Versailles Gardens. Marble Antoine Coysevox The artist worked slowly on this work, between 1687 and 1706, and signed it only in 1712. First exhibited in the palace later called Musée du Louvre, it was then, in 1712, placed in the gardens of Versailles where it is still today. «Les guides font remarquer la beauté des adolescents nus et couronnés de fleurs » (Pierre de Nolhac, 1913).
Sceaux (Hauts-de-Seine, France) Gardens of the castle. Marble This is an early and rather free interpretation of the Ildefonso group, probably based on an etching or drawing. 2.5 m high, it is also considerably larger than the original.
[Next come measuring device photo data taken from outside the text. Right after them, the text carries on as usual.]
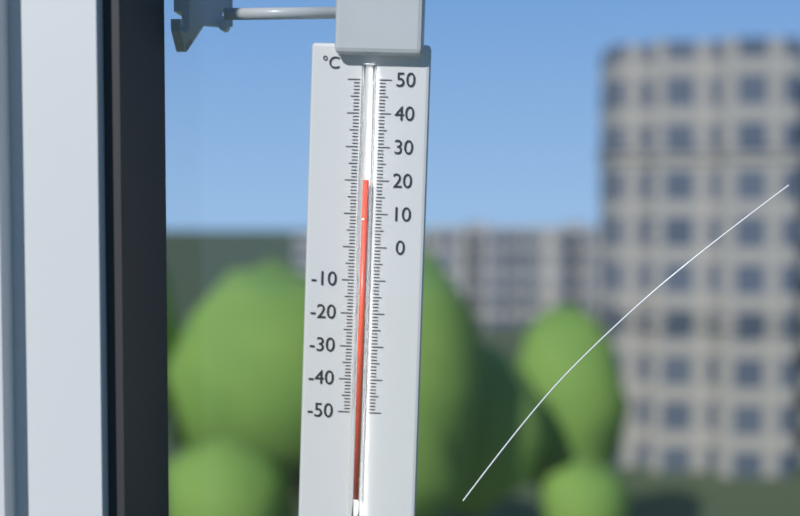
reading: 20 °C
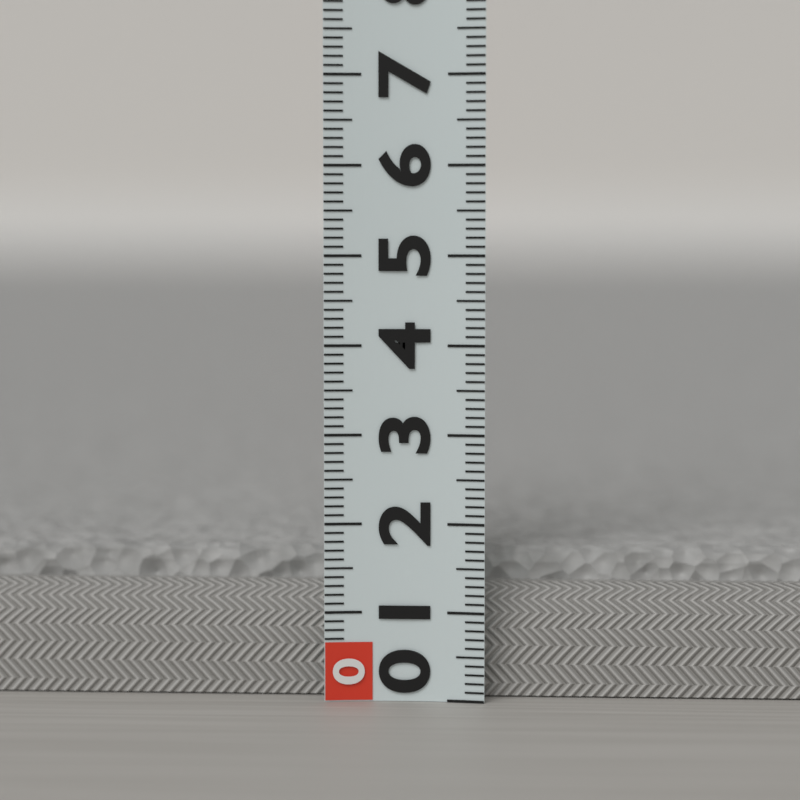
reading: 1.6 (no unit)
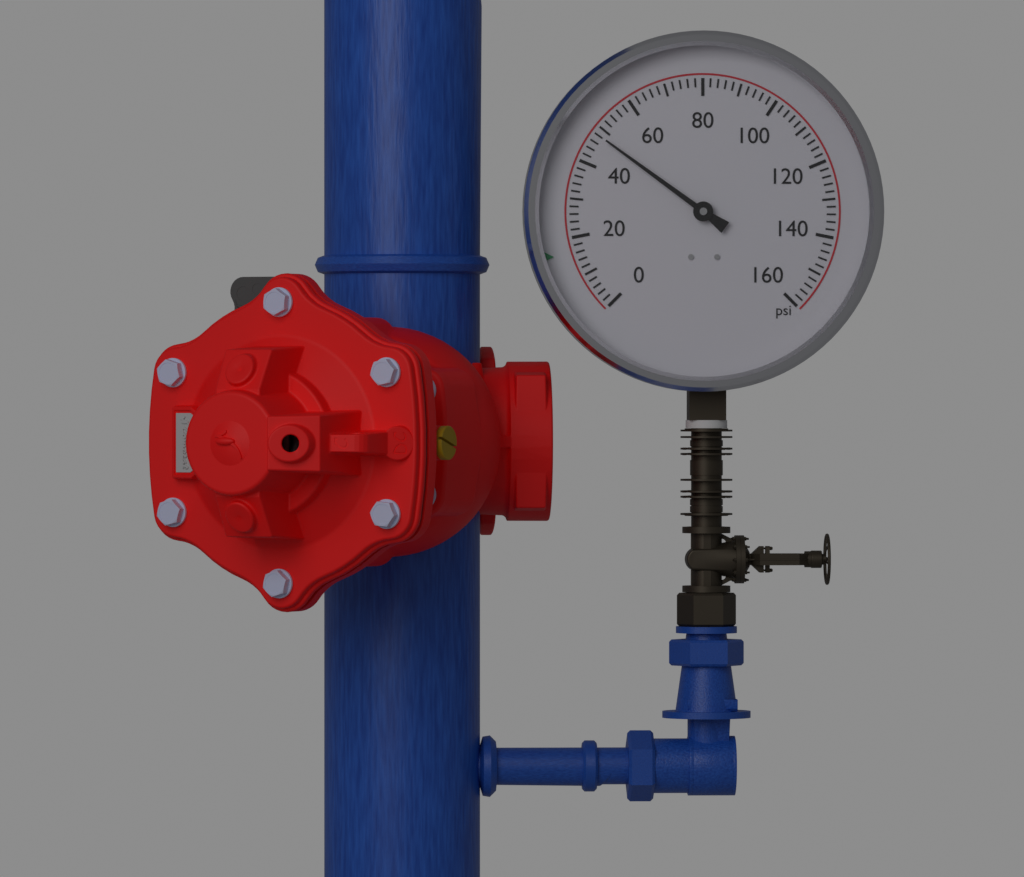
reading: 48 psi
This group goes back to the first half of the 17th century, is carved in stone and its back has never been completely finished. The group shows today severe degradations.
Berlin Charlottenburgg. Bronze Christoph Heinrich Fischer Active in Berlin in the first half of the 19th century, the artist created in 1833, this bronze belongs to the decoration of the gardens since then. Restored in 1998.
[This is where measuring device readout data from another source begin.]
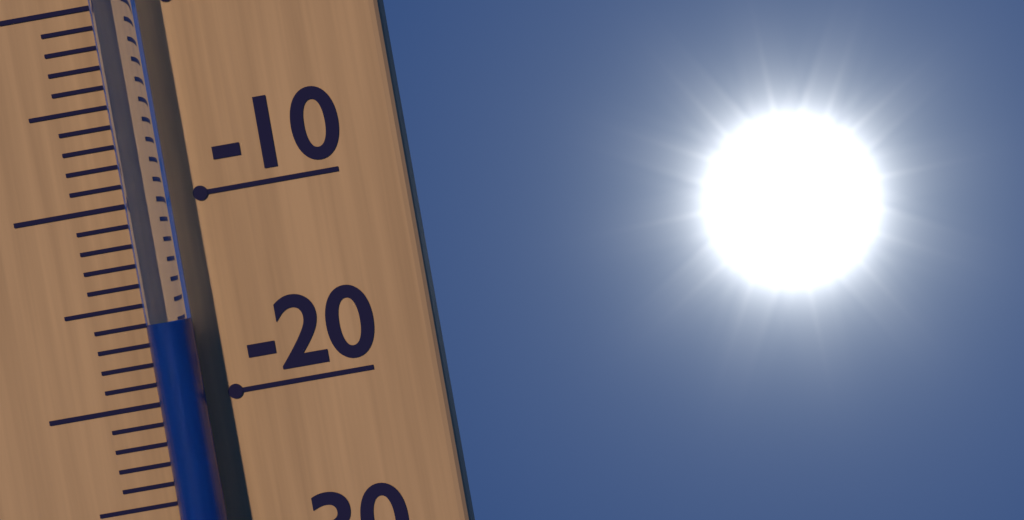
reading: -16 °C
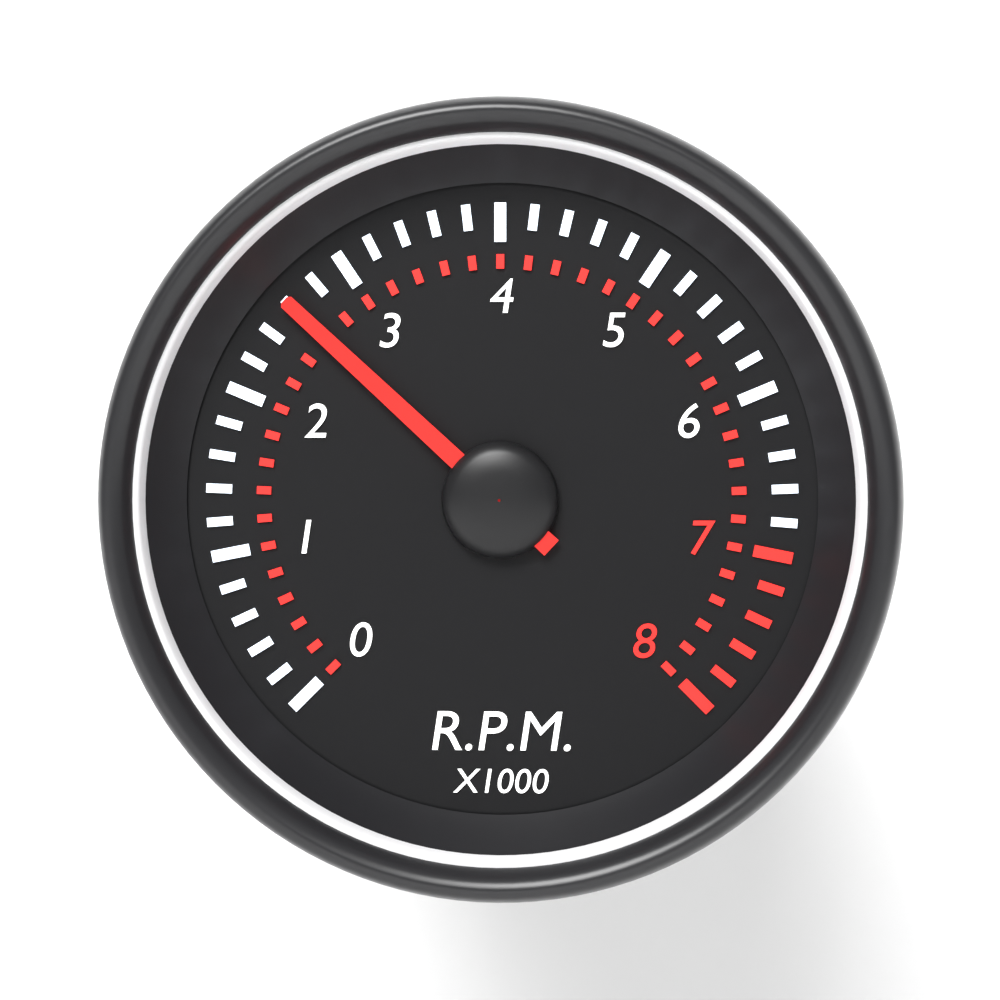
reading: 2.6 x1000 RPM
Berlin Glienicke Castle (originally on top of a fountain, now in the inner court of the castle). Bronze 1828, in a set-up inspired by the Weimar copy.
Bad Freienwalde (previously inside the castle, used to decorate a chimney-piece, and now standing in the gardens, in front of the castle). Iron Manufactured in 1795 by the foundry of Lauchhammer. Probably copied from the plaster cast figuring in the casts collection assembled by the painter Anton Rafael Mengs [1728-1779] and donated to the Albertinum of Dresden in 1785.
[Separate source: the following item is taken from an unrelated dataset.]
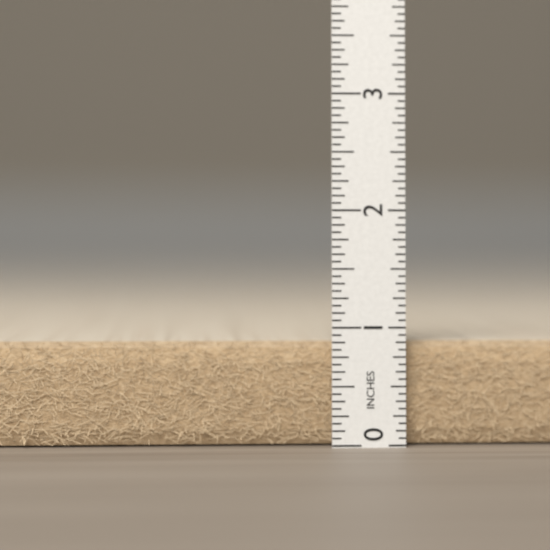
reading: 0.8750 in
Weimar Iron Manufactured by the foundry of Lauchhammer. Displayed from 1796 near the HOLZHALLE of the Red Castle (Rotes Schloß). In 1824, the architect Clemens Wenzel Coudray [1775-1845] had it moved and set on a fountain in front of the Red Castle (Burgplatz), where it still stands today after having been restored in 1994/95.[3]
Weimar Goethe’s House. Plaster cast. Acquired in 1812 by Goethe himself, and is now on the landing of the first floor. Goethe wrote about this group : "Diese beyden Epheben waren mir immer höchst angenehm" (Goethe, 10.11.1812, letter to Heinrich Meyer)
Dresden Porzellansammlung, Inv. N° PE 434. Biscuit Christian Gottfried Jüchtzer [1752-1812] c. 35 cm high. The artist produced several exemplars of “Castor and Pollux” during his career in Meißen. Exhibited in the Japanisches Palais in the 19th century, today in the Zwinger.
Berlin Kunstgewerbemuseum, Room V. Porcelain Christian Gottfried Jüchtzer ca. 1790, about 35 cm high.
London British Museum Meissen porcelain Christian Gottfried Jüchtzer Inv. N° MME 2001, 3-4, 1. Dated 1788-89, acquired in 2001. Exhibited in Room 47, Showcase 1.